Lust can be great. Absolutely fabulous. Terrific. It can get you moving with the thumping persistence of the Energizer Bunny. It can wake you out of a physical slumber and suddenly remind you of the wonders of the flesh—the sheer joy of having fingertips and eyelashes and a body.

Aroused, we can feel as if every single piece of us is being put into play (and we can play with every single piece).

It's an excess, an outpouring, an overflow, and it usually doesn't overtake you when you're under a deadline, under the weather, or underfed. You can feel lustful watching a healthy young creature saunter across a golden beach, but lustful is not something you feel after waiting 40 minutes in the rain for a bus that's late, crowded, and damp.

As a tangent or at least a musical interlude, it's worth noting that this not only accounts for lust's bad rep but also explains the need for endless country songs saying, in effect, "I wasn't responsible for what my arms/mouth/etc. did to that honey at the honky-tonk, because they weren't part of me, baby." Country songs are nearly unbeatable when it comes to talking about lust.

Consider such classics as "If I Said You Had a Beautiful Body (Would You Hold It Against Me?)" and "Shut Up and Kiss Me." Of course, rock hasn't done badly, either. Patti Smith belting out Bruce Springsteen's line, "Love is an angel disguised by lust," in Because the Night is even clearer in its declaration than the more obvious "Love the One You're With."

Lust can be just abrasive enough to polish a dull surface into a shine. But a little lust, like a little drunkenness, goes a long way and should not be encouraged as a habit.

And for anybody feeling a little too easy about their lack of fleshly appetites, it's worth remembering that the bad habits of lust don't necessarily orbit around (non-celestial) bodies. I've known men to lust after cars (which is why centerfolds in Road & Track are lit very much like centerfolds in Playboy). I've known women to lust after jewelry (it's a diamond, you'll remember, that's a girl's best friend, etc.). I've even known kids to lust after video games without using the "L" word, but who are nevertheless consumed by a focused, unwavering, and passionate desire few other words dare encompass.

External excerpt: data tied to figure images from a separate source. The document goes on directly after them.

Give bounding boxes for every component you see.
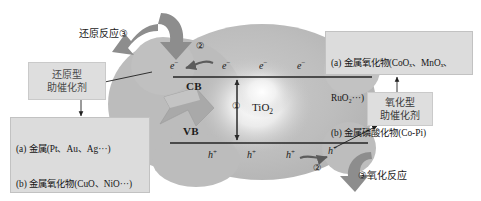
oxidation-material-item: RuO₂···) xyxy=(331,93,468,105)
electron-carrier: e− xyxy=(222,59,230,71)
reduction-cocatalyst-line1: 还原型 xyxy=(52,68,82,81)
reduction-materials-box[interactable]: (a) 金属(Pt、Au、Ag···) (b) 金属氧化物(CuO、NiO···… xyxy=(10,117,150,193)
reduction-cocatalyst-box[interactable]: 还原型 助催化剂 xyxy=(28,62,106,100)
hole-carrier: h+ xyxy=(208,148,217,160)
conduction-band-label: CB xyxy=(186,80,202,92)
electron-carrier: e− xyxy=(170,59,178,71)
electron-carrier: e− xyxy=(297,59,305,71)
semiconductor-formula: TiO2 xyxy=(252,101,273,116)
step-electron-migration-number: ② xyxy=(196,40,205,51)
oxidation-reaction-label: ③氧化反应 xyxy=(358,167,407,182)
reduction-reaction-label: 还原反应③ xyxy=(79,25,128,40)
oxidation-materials-box[interactable]: (a) 金属氧化物(CoOₓ、MnOₓ、 RuO₂···) (b) 金属磷酸化物… xyxy=(325,31,473,75)
step-hole-migration-number: ② xyxy=(313,162,322,173)
hole-carrier: h+ xyxy=(286,148,295,160)
valence-band-label: VB xyxy=(183,125,199,137)
reduction-material-item: (a) 金属(Pt、Au、Ag···) xyxy=(16,144,145,156)
photocatalysis-diagram: CB VB TiO2 ① ② ② e− e− e− e− h+ h+ h+ h+… xyxy=(0,0,481,201)
oxidation-material-item: (a) 金属氧化物(CoOₓ、MnOₓ、 xyxy=(331,58,468,70)
hole-migration-arrow xyxy=(300,157,327,158)
oxidation-material-item: (b) 金属磷酸化物(Co-Pi) xyxy=(331,128,468,140)
electron-carrier: e− xyxy=(259,59,267,71)
hole-carrier: h+ xyxy=(247,148,256,160)
step-excitation-number: ① xyxy=(232,100,241,111)
reduction-material-item: (b) 金属氧化物(CuO、NiO···) xyxy=(16,179,145,191)
reduction-cocatalyst-line2: 助催化剂 xyxy=(47,81,87,94)
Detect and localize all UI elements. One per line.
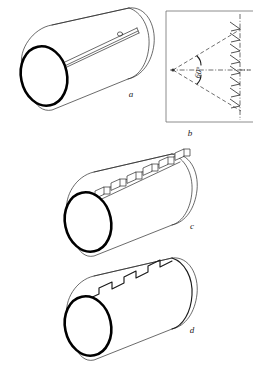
panel-b-apex-point — [171, 68, 174, 71]
panel-b-angle-arc-upper — [197, 56, 201, 65]
panel-b-ray-lower — [173, 70, 241, 111]
hatch-tick — [230, 55, 240, 64]
hatch-tick — [230, 99, 240, 108]
hatch-tick — [230, 66, 240, 75]
panel-c-label: c — [190, 221, 194, 231]
panel-b-group: 60° b — [166, 11, 253, 138]
panel-b-label: b — [188, 128, 193, 138]
panel-b-angle-label: 60° — [193, 65, 204, 79]
figure-container: a — [0, 0, 253, 383]
hatch-tick — [230, 22, 240, 31]
panel-a-label: a — [129, 89, 134, 99]
technical-diagram: a — [0, 0, 253, 383]
panel-a-group: a — [15, 8, 154, 111]
panel-c-group: c — [59, 149, 197, 256]
panel-d-label: d — [190, 325, 195, 335]
hatch-tick — [230, 33, 240, 42]
hatch-tick — [230, 77, 240, 86]
hatch-tick — [230, 44, 240, 53]
hatch-tick — [230, 88, 240, 97]
panel-d-group: d — [59, 258, 197, 361]
panel-b-hatch-group — [230, 22, 240, 108]
panel-b-ray-upper — [173, 29, 241, 70]
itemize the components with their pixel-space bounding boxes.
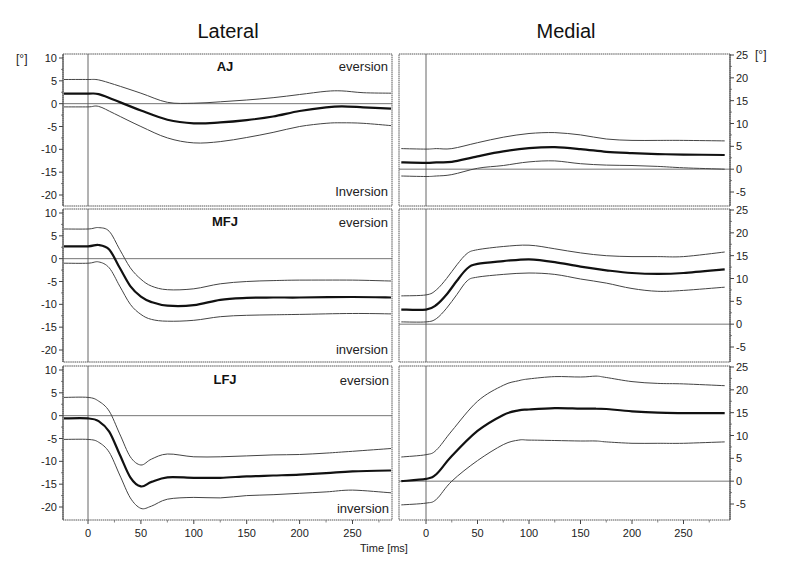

Telling, isn't it, that lust can be applied to things as well as to people? This is the unnerving part of lust: At its scariest, it reduces everything to a mere object, one to be acquired, then discarded when it's used up, or when it becomes boringly easy to get all the moves right. Contempt can follow so closely that it sometimes treads on lust's red high heels.

But it doesn't have to; those heels can be kicked up in a dance or thrown off at the end of a long day. Lust can be as much a victory as a vice, as much part of comfortable love as of sizzling intimacy, if we learn how to do it right.

And, luckily for all of us, that takes lots and lots of practice.